[RECORDED INFORMATION — start]
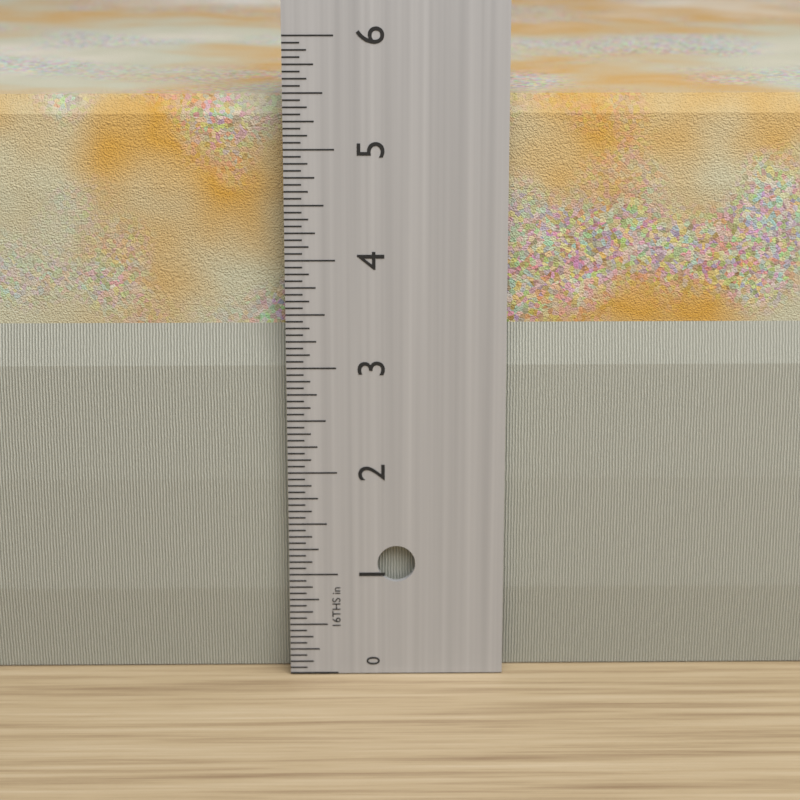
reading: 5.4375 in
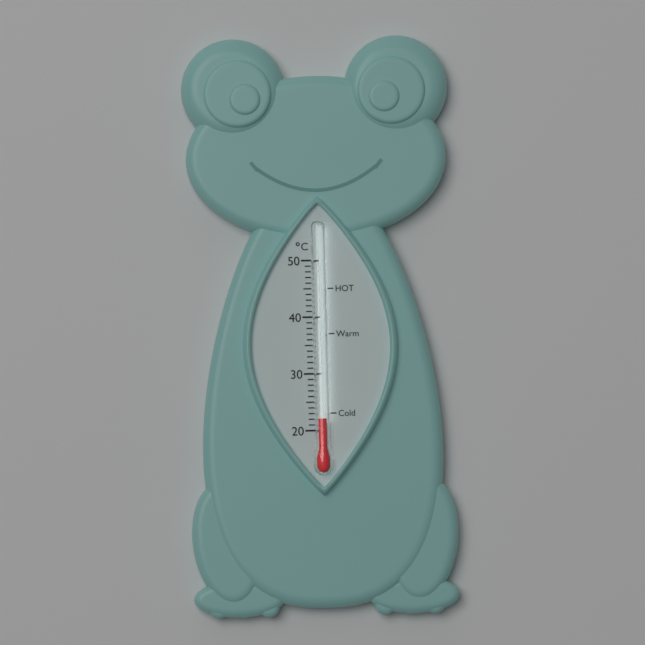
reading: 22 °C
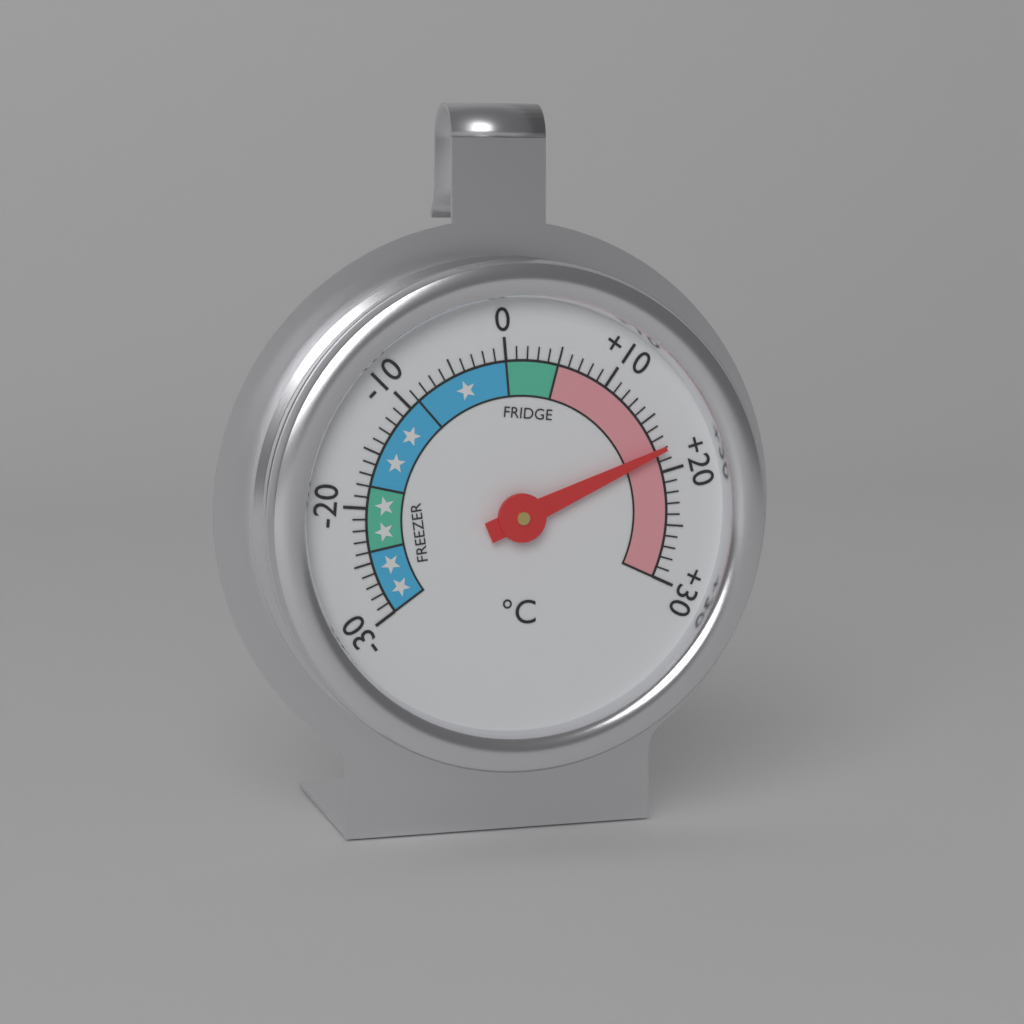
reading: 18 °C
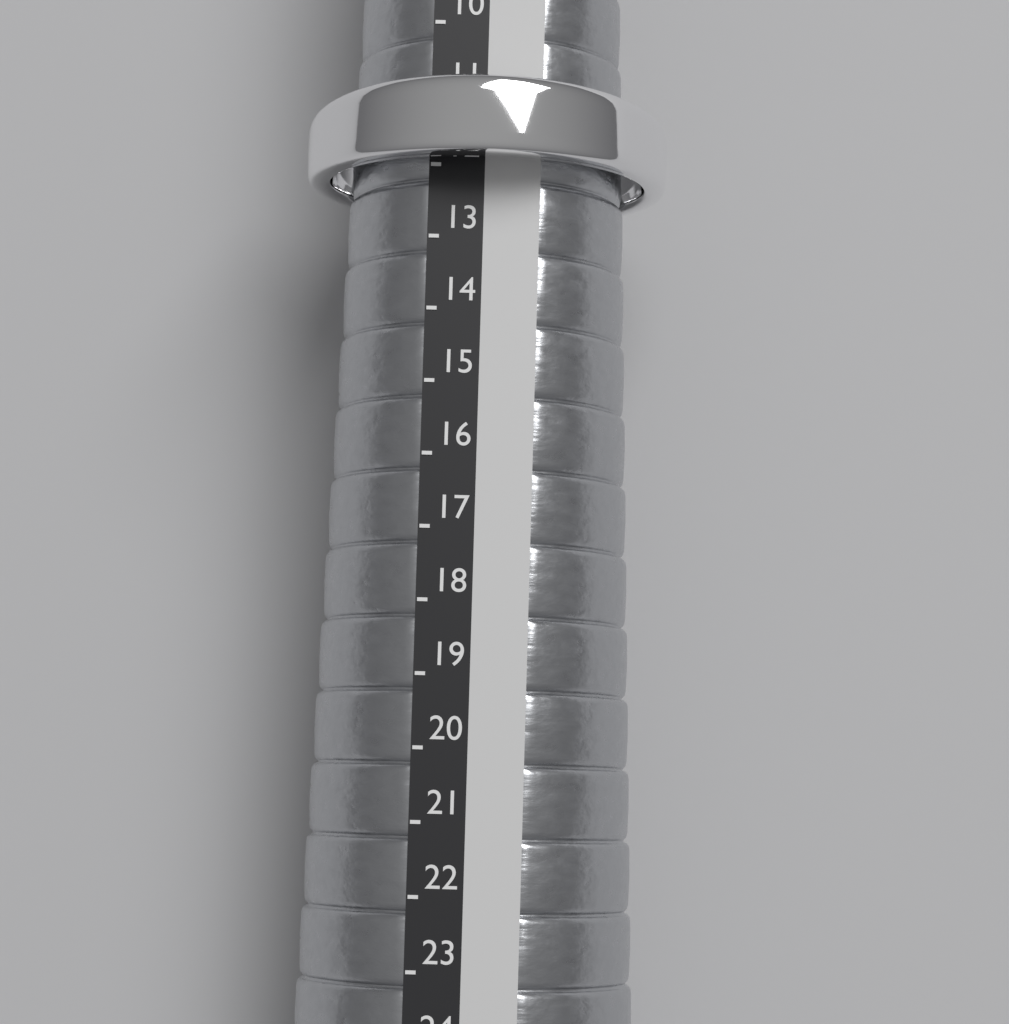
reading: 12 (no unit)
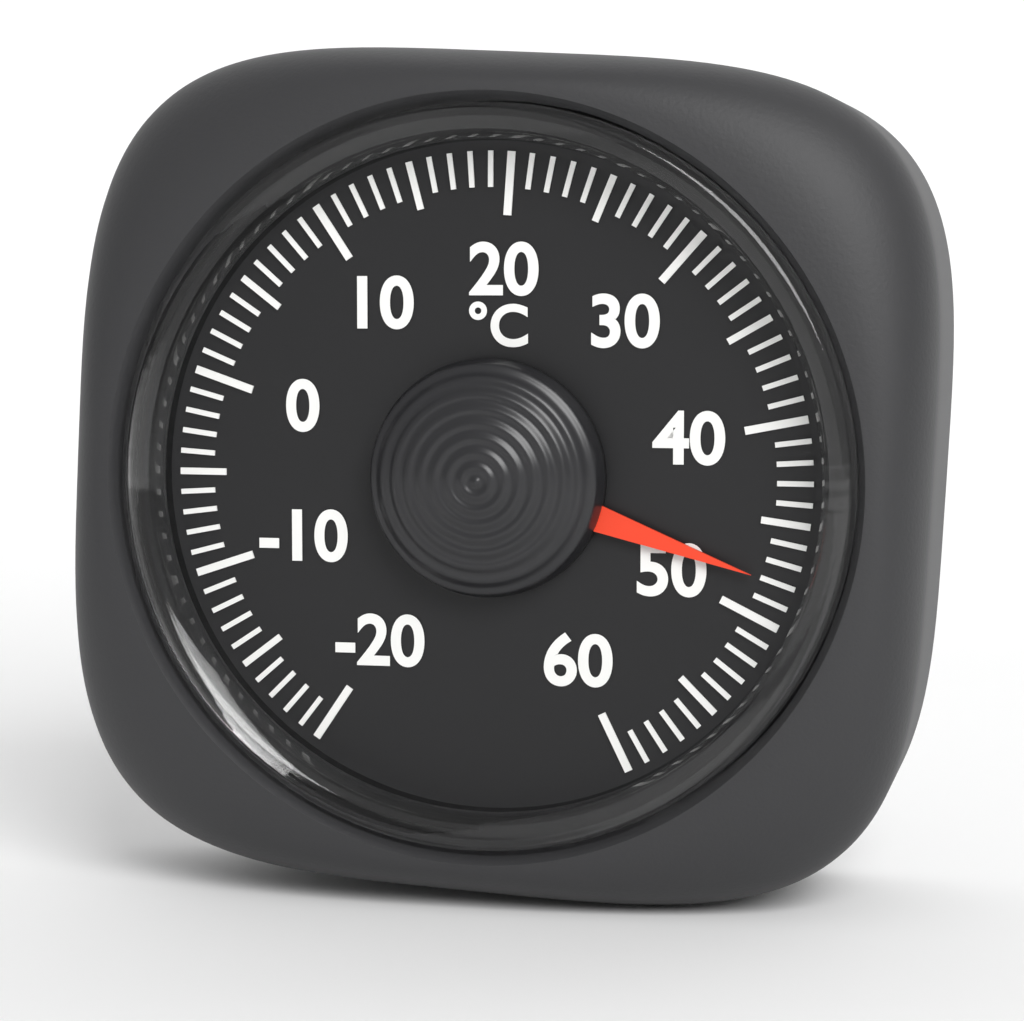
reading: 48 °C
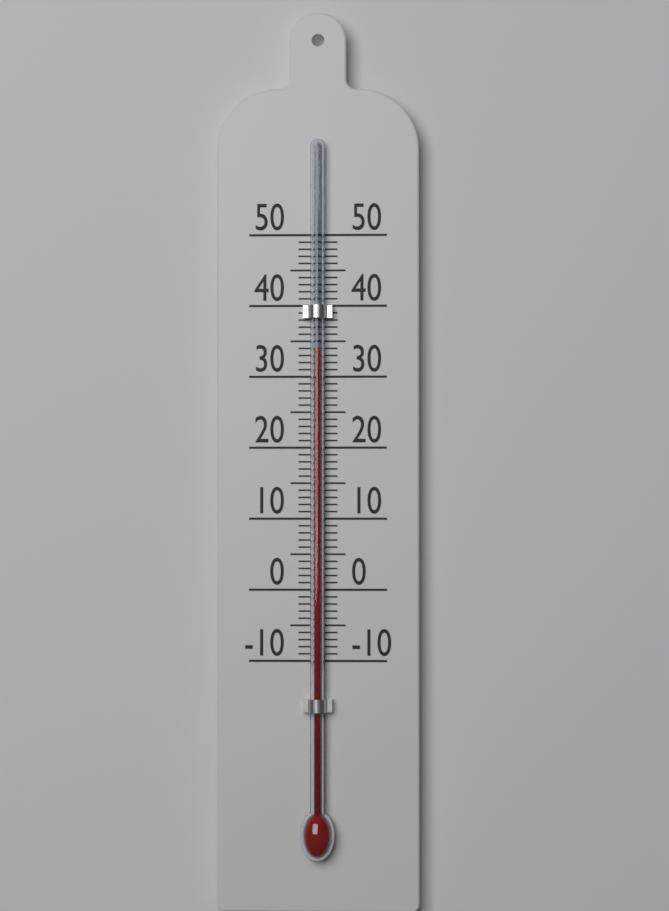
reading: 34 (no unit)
[RECORDED INFORMATION — finish]
AIM OF THE EXERCISE:
Please output every record above exactly. Leave the pictures out.

WORKED SOLUTION:
reading: 5.4375 in
reading: 22 °C
reading: 18 °C
reading: 12 (no unit)
reading: 48 °C
reading: 34 (no unit)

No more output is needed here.